Sometimes being the middle child has its advantages. Just ask 32-year-old Scott Mills, chief operating officer at BET.com, the online branch of Washington-based BET Holdings II, Inc. Although Mills acknowledges the traumatic aspects of being sandwiched between two brothers, he also credits his middle birth order as the reason why he's an overachiever.
"When I was growing up I knew I wanted to do something exceptional," Mills says about his childhood on Long Island, New York. "I knew that whatever it was, it was going to have to be challenging."
And so it is. On any given week, Mills is putting in upwards of 80 hours in the office, working to maintain BET.com's dominant presence as the most comprehensive Internet portal for African Americans. And considering the deals in the pipeline at the eight-month-young site, like this month's acquisition of New York-based hip-hop site 360HIPHOP.com, it seems that Mills' schedule won't be changing any time soon. While this leaves little time for such non-work pleasures as hiking and spending time with his "wonderful girlfriend," Mills says he happily anticipates BET.com's exciting and dynamic future.

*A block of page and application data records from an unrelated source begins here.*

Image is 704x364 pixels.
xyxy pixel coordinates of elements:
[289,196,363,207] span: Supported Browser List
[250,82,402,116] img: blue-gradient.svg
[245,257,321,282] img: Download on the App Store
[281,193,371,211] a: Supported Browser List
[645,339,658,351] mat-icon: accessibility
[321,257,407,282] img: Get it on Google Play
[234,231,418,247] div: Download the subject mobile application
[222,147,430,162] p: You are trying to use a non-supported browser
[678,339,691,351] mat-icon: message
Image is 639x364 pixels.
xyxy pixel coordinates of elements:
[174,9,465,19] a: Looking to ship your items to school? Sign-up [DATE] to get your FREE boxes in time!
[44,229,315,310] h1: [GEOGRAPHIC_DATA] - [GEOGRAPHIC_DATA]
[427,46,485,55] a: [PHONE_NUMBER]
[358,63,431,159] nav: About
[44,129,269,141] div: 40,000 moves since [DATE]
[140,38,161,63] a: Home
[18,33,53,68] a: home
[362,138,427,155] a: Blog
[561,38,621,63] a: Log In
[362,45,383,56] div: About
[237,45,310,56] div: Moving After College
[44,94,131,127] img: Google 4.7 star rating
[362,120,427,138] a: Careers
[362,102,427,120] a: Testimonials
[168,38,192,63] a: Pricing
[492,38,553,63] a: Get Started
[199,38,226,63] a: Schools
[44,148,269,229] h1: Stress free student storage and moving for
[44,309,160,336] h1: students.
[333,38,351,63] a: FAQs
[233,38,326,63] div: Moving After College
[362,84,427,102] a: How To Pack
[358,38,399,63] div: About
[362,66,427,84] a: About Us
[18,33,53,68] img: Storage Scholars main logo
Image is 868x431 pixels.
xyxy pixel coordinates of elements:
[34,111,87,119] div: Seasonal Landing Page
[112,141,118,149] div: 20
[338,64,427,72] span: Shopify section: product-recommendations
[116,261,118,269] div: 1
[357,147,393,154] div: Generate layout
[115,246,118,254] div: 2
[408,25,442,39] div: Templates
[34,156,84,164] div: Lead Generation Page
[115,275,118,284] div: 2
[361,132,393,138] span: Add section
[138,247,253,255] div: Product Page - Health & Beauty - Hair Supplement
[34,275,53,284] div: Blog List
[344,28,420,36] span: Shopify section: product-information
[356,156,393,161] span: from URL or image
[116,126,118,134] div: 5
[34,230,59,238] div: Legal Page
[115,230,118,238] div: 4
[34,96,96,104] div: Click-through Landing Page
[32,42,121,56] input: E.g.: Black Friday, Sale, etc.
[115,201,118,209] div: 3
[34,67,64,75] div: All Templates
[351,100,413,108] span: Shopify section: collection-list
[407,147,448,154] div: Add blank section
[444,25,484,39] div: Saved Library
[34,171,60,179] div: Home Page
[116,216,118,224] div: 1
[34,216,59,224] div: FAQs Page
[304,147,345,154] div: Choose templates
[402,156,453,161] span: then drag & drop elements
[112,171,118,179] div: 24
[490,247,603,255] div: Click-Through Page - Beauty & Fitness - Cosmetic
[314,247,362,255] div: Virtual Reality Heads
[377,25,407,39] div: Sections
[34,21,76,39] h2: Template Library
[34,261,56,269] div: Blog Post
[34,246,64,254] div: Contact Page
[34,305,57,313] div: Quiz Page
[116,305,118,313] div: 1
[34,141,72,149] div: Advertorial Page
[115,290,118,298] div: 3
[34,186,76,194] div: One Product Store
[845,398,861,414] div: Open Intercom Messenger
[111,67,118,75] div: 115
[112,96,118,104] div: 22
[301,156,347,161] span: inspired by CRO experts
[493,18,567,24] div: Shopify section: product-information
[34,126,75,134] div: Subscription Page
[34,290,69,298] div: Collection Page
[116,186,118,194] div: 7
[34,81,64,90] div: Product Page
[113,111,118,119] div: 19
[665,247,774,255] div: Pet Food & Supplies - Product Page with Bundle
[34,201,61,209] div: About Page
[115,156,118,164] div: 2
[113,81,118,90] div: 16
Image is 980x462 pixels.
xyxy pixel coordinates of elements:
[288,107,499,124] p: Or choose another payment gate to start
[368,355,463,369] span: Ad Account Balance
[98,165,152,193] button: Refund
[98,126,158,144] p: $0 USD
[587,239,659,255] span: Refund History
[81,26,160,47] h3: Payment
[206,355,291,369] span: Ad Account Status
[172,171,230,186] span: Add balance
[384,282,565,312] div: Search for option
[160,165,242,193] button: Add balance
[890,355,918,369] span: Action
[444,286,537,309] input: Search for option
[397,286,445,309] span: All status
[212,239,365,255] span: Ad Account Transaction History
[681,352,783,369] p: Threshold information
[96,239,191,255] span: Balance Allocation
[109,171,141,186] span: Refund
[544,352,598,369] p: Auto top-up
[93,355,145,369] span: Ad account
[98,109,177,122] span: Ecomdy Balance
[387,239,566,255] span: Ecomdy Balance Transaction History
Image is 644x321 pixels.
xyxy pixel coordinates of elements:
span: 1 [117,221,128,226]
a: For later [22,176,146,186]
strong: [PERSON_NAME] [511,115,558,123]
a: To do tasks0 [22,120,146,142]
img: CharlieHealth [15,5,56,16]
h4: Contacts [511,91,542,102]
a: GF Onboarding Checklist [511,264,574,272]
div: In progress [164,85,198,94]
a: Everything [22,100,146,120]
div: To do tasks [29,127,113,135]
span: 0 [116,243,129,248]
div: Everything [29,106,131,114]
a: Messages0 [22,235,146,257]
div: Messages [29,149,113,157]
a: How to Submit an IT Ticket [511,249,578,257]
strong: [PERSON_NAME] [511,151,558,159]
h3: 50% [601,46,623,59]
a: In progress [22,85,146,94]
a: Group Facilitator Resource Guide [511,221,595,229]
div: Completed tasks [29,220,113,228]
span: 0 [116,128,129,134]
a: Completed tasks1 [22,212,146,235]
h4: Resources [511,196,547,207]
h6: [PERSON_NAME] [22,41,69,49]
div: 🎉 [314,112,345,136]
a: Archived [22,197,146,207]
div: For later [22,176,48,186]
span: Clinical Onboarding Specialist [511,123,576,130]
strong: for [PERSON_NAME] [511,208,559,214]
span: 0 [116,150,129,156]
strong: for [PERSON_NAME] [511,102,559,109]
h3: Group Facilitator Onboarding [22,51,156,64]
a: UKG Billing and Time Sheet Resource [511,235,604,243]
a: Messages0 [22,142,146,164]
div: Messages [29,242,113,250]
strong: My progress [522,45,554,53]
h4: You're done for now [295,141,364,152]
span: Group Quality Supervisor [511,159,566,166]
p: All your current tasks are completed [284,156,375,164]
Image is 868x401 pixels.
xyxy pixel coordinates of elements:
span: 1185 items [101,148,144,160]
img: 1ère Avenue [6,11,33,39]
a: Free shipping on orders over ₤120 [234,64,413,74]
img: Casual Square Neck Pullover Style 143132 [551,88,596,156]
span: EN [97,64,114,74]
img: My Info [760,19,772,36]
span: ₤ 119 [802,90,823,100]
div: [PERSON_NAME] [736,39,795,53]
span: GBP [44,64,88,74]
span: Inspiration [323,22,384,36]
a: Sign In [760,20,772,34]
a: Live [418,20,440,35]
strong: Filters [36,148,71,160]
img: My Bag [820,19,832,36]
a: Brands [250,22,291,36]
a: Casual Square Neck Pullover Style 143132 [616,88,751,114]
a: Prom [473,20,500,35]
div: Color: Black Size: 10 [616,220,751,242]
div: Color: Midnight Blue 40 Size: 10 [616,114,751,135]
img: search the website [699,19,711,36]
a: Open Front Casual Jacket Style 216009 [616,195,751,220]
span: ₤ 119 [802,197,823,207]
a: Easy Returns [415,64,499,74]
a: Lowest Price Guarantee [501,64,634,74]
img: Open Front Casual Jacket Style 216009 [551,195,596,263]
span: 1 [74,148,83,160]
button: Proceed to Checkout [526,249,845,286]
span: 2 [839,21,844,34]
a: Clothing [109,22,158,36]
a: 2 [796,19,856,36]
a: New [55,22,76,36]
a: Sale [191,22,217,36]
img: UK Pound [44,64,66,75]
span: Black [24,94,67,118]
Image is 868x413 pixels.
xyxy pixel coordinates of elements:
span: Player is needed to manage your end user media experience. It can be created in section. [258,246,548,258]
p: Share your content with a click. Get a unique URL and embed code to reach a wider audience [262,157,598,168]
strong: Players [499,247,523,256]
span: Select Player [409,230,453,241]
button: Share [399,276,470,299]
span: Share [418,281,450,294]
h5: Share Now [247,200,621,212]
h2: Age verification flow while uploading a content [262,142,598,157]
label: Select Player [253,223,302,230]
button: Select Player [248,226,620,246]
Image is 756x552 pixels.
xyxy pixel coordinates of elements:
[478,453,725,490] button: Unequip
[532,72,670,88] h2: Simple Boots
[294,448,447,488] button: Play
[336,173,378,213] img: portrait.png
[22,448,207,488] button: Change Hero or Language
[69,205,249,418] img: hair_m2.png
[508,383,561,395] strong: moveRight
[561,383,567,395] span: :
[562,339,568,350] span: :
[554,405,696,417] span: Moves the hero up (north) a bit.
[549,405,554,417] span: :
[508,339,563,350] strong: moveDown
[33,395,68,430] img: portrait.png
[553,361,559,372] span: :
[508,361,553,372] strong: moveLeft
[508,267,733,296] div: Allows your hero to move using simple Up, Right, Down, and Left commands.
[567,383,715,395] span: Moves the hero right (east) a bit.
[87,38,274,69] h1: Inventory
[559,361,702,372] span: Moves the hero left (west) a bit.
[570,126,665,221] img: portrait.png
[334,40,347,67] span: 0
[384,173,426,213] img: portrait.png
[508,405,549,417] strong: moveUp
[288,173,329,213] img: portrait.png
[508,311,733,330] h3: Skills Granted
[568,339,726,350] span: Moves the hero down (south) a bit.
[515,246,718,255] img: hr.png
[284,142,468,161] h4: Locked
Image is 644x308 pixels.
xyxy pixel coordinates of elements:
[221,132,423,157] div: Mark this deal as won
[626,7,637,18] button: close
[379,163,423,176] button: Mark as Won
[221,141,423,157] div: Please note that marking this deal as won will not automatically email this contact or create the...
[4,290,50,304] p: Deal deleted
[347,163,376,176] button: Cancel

Not surprisingly, making challenging decisions is one of Mills' specialities. After receiving his bachelor of science degree in economics from the Wharton School at the University of Pennsylvania in 1990, Mills worked as the deputy treasurer of Philadelphia and then as a vice president for the investment banking firm of Lehman Brothers. When cable TV pioneer and BET Holdings founder and CEO Robert Johnson asked Mills to switch tracks and join the parent company as senior vice president for development in September 1997, Mills, unsatisfied at Lehman Brothers, knew it was an offer he couldn't refuse--despite the pay cut.
"I asked myself, am I going to be a slave to income or am I going to take a risk?" What eased the decision, he adds, was the opportunity to work with Johnson, "a consummate and master entrepreneur."
When Mills joined BET, he didn't even have a cable TV connection at home. By summer '99, however, Mills found himself immersed not just in cable, but in developing, implementing and ultimately running the day-to-day operations at BET.com, which launched in February 2000.
A joint venture between BET Holdings II, Inc., Microsoft, Liberty Digital, News Corporation and USA Networks, BET.com received an astounding $35 million in initial funding. "Our market timing was about as close to dead on as we could get," says Mills. "If we'd gotten there any earlier we would have been waiting for the market to catch up. Later, the market imploded and wiped most of the people off the map."
Mills hopes that the Internet, and in particular BET.com, will help drive change within the African-American community. Although commentary on the "digital divide" has dominated the press, Mills notes, "What we really see BET doing is providing African Americans with the tools to address other major divides like education, career, health or home ownership." By bridging some of these underlying divisions, he feels the digital divide itself will be "drastically reduced."
It's a challenge Mills' relishes. "While the end goal might not always be visible," he says, "what's important is that you put yourself on a path that allows you to do exceptional things."